SEC raises the bar on reporting European sovereign exposures. On 6 January, the US Securities and Exchange Commission’s (SEC) Division of Corporate Finance issued enhanced disclosure guidance for US public filers with significant exposure to European sovereign debt, which will be effective for 2011 10-Ks. This guidance will provide investors with greater transparency and comparability of exposures.

The SEC noted that disclosures have been inconsistent across US companies, and made clear that US public filers with significant exposure to European sovereign debt should provide more granular disclosure of exposure to each country of concern.

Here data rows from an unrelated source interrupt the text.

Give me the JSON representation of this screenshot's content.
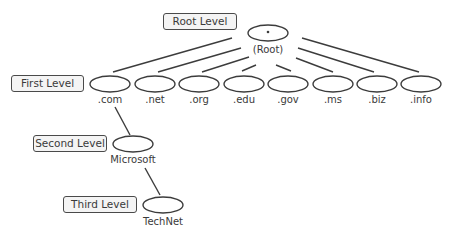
{
  "diagram": {
    "level_labels": [
      {
        "id": "root",
        "text": "Root Level",
        "x": 163,
        "y": 13,
        "w": 74
      },
      {
        "id": "first",
        "text": "First Level",
        "x": 11,
        "y": 75,
        "w": 73
      },
      {
        "id": "second",
        "text": "Second Level",
        "x": 33,
        "y": 135,
        "w": 74
      },
      {
        "id": "third",
        "text": "Third Level",
        "x": 63,
        "y": 196,
        "w": 74
      }
    ],
    "root": {
      "symbol": "•",
      "label": "(Root)",
      "cx": 268,
      "cy": 33
    },
    "first_level": [
      {
        "label": ".com",
        "cx": 110
      },
      {
        "label": ".net",
        "cx": 155
      },
      {
        "label": ".org",
        "cx": 199
      },
      {
        "label": ".edu",
        "cx": 244
      },
      {
        "label": ".gov",
        "cx": 288
      },
      {
        "label": ".ms",
        "cx": 333
      },
      {
        "label": ".biz",
        "cx": 377
      },
      {
        "label": ".info",
        "cx": 421
      }
    ],
    "first_level_cy": 84,
    "second_level": {
      "label": "Microsoft",
      "cx": 133,
      "cy": 144,
      "parent": ".com"
    },
    "third_level": {
      "label": "TechNet",
      "cx": 163,
      "cy": 205,
      "parent": "Microsoft"
    },
    "edges": [
      {
        "from": "root",
        "to": ".com",
        "x1": 232,
        "y1": 38,
        "x2": 113,
        "y2": 72
      },
      {
        "from": "root",
        "to": ".net",
        "x1": 241,
        "y1": 48,
        "x2": 158,
        "y2": 72
      },
      {
        "from": "root",
        "to": ".org",
        "x1": 249,
        "y1": 57,
        "x2": 202,
        "y2": 72
      },
      {
        "from": "root",
        "to": ".edu",
        "x1": 256,
        "y1": 65,
        "x2": 242,
        "y2": 71
      },
      {
        "from": "root",
        "to": ".gov",
        "x1": 276,
        "y1": 65,
        "x2": 291,
        "y2": 71
      },
      {
        "from": "root",
        "to": ".ms",
        "x1": 296,
        "y1": 58,
        "x2": 333,
        "y2": 72
      },
      {
        "from": "root",
        "to": ".biz",
        "x1": 298,
        "y1": 48,
        "x2": 374,
        "y2": 72
      },
      {
        "from": "root",
        "to": ".info",
        "x1": 302,
        "y1": 38,
        "x2": 419,
        "y2": 72
      },
      {
        "from": ".com",
        "to": "Microsoft",
        "x1": 115,
        "y1": 107,
        "x2": 130,
        "y2": 135
      },
      {
        "from": "Microsoft",
        "to": "TechNet",
        "x1": 145,
        "y1": 168,
        "x2": 160,
        "y2": 195
      }
    ],
    "colors": {
      "stroke": "#3c3c3c",
      "box_fill": "#f4f4f4",
      "text": "#3a3a3a",
      "background": "#ffffff"
    }
  }
}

The SEC chose not to specify the countries that should be covered; instead, it indicated that it expects companies to focus on those countries experiencing significant economic, fiscal or political strains such that the likelihood of default would be higher than would be anticipated when such factors do not exist.

Troubled debt restructuring. Last year the US Financial Accounting Standards Board (FASB) issued new rules that clarify when it considers a loan modification or restructuring to be a troubled debt restructuring (TDR). The tightened rules address concerns that investors and standard setters had regarding US banks’ identification of loan modifications for borrowers in financial difficulty.

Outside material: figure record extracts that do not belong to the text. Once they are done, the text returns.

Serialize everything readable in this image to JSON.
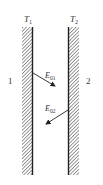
{
  "diagram": {
    "walls": [
      {
        "id": "wall-1",
        "temperature_label": "T",
        "temperature_sub": "1",
        "region_label": "1"
      },
      {
        "id": "wall-2",
        "temperature_label": "T",
        "temperature_sub": "2",
        "region_label": "2"
      }
    ],
    "arrows": [
      {
        "label": "E",
        "sub": "01",
        "direction": "from wall 1 toward wall 2"
      },
      {
        "label": "E",
        "sub": "02",
        "direction": "from wall 2 toward wall 1"
      }
    ],
    "colors": {
      "hatch": "#444444",
      "line": "#222222",
      "text": "#333333"
    }
  }
}
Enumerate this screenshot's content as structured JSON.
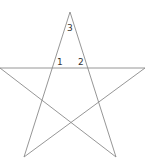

A TDR occurs when a bank grants to a borrower facing financial difficulties a concession, such as a reduction in interest rate or an extension of a loan’s maturity at a below-market rate. The importance of properly identifying and reporting those loan modifications classified as TDRs has increased since the onset of the financial crisis because of the sheer number of borrowers facing financial problems and the extent and variety of modifications that banks have undertaken in response. The consequences of determining that a modification is a TDR include impairment and increased disclosure.

The new guidance was effective for third-quarter 2011 reporting, and the effect on our rated banks was surprisingly minimal, given the state of the economy. Nevertheless, the rules include new disclosure requirements that are useful to investors. These include qualitative and quantitative information about how TDRs were modified, and the related impact on financial statements, together with details of any payment defaults within 12 months of a loan being classified as a TDR.

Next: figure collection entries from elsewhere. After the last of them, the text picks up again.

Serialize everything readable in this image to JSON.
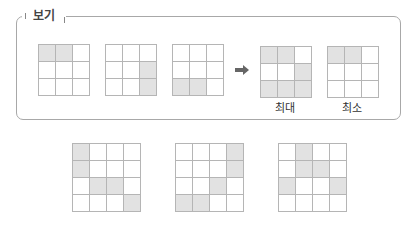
{
  "example_box": {
    "title": "보기",
    "grids": [
      {
        "name": "example-grid-1",
        "size": 3,
        "shaded": [
          [
            0,
            0
          ],
          [
            0,
            1
          ]
        ]
      },
      {
        "name": "example-grid-2",
        "size": 3,
        "shaded": [
          [
            1,
            2
          ],
          [
            2,
            2
          ]
        ]
      },
      {
        "name": "example-grid-3",
        "size": 3,
        "shaded": [
          [
            2,
            0
          ],
          [
            2,
            1
          ]
        ]
      }
    ],
    "arrow": "➡",
    "results": [
      {
        "label": "최대",
        "size": 3,
        "shaded": [
          [
            0,
            0
          ],
          [
            0,
            1
          ],
          [
            1,
            2
          ],
          [
            2,
            0
          ],
          [
            2,
            1
          ],
          [
            2,
            2
          ]
        ]
      },
      {
        "label": "최소",
        "size": 3,
        "shaded": [
          [
            0,
            0
          ],
          [
            0,
            1
          ]
        ]
      }
    ]
  },
  "problem_grids": [
    {
      "name": "problem-grid-1",
      "size": 4,
      "shaded": [
        [
          0,
          0
        ],
        [
          1,
          0
        ],
        [
          2,
          1
        ],
        [
          2,
          2
        ],
        [
          3,
          3
        ]
      ]
    },
    {
      "name": "problem-grid-2",
      "size": 4,
      "shaded": [
        [
          0,
          3
        ],
        [
          1,
          3
        ],
        [
          2,
          2
        ],
        [
          3,
          0
        ],
        [
          3,
          1
        ]
      ]
    },
    {
      "name": "problem-grid-3",
      "size": 4,
      "shaded": [
        [
          0,
          1
        ],
        [
          1,
          1
        ],
        [
          1,
          2
        ],
        [
          2,
          0
        ],
        [
          2,
          3
        ]
      ]
    }
  ],
  "colors": {
    "shaded": "#e2e2e2",
    "border": "#b5b5b5",
    "arrow": "#666666"
  }
}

New deferred acquisition cost rules for insurers. New accounting rules pertaining to insurance companies’ capitalization of acquisition costs become effective in the first quarter of 2012. The amended rules will address insurers’ currently diverse practices with respect to the capitalization of deferred acquisition costs (DAC), and result in fewer expenses being deferred.

Most firms will adopt the new rules retrospectively, which will involve recalculating DAC assets on balance sheets as if the new rules had been in effect in all prior periods. Doing so will result in better year-to-year profit-and-loss comparability, and cause an immediate write-down of a portion of existing DAC, with a corresponding reduction in equity (net of tax).

Although the new rules will not affect reported equity as of year-end 2011 or earnings for 2011, we expect insurers’ 10-K filings to include discussions of the impact of adoption on equity and expectations of the effect on run-rate earnings. Based on disclosures provided in 10-Qs in second- and third-quarter 2011, the effect will vary significantly among insurers.

Fair value disclosures. The FASB has been gradually expanding fair value disclosures since the financial crisis. Such disclosures in this year’s 10-Ks will provide greater disaggregation of asset/liability type (to the level of asset “class,” such as “asset-backed security” or “municipal debt”), and improved discussion of inputs and valuation techniques for assets and liabilities in Level 2 or Level 3 of the fair-value hierarchy (those assets whose current prices are not available). Further disclosure requirements, including a narrative description of the sensitivity of Level 3 valuations to changes in inputs, will be required beginning with the first quarter’s 10-Q filings.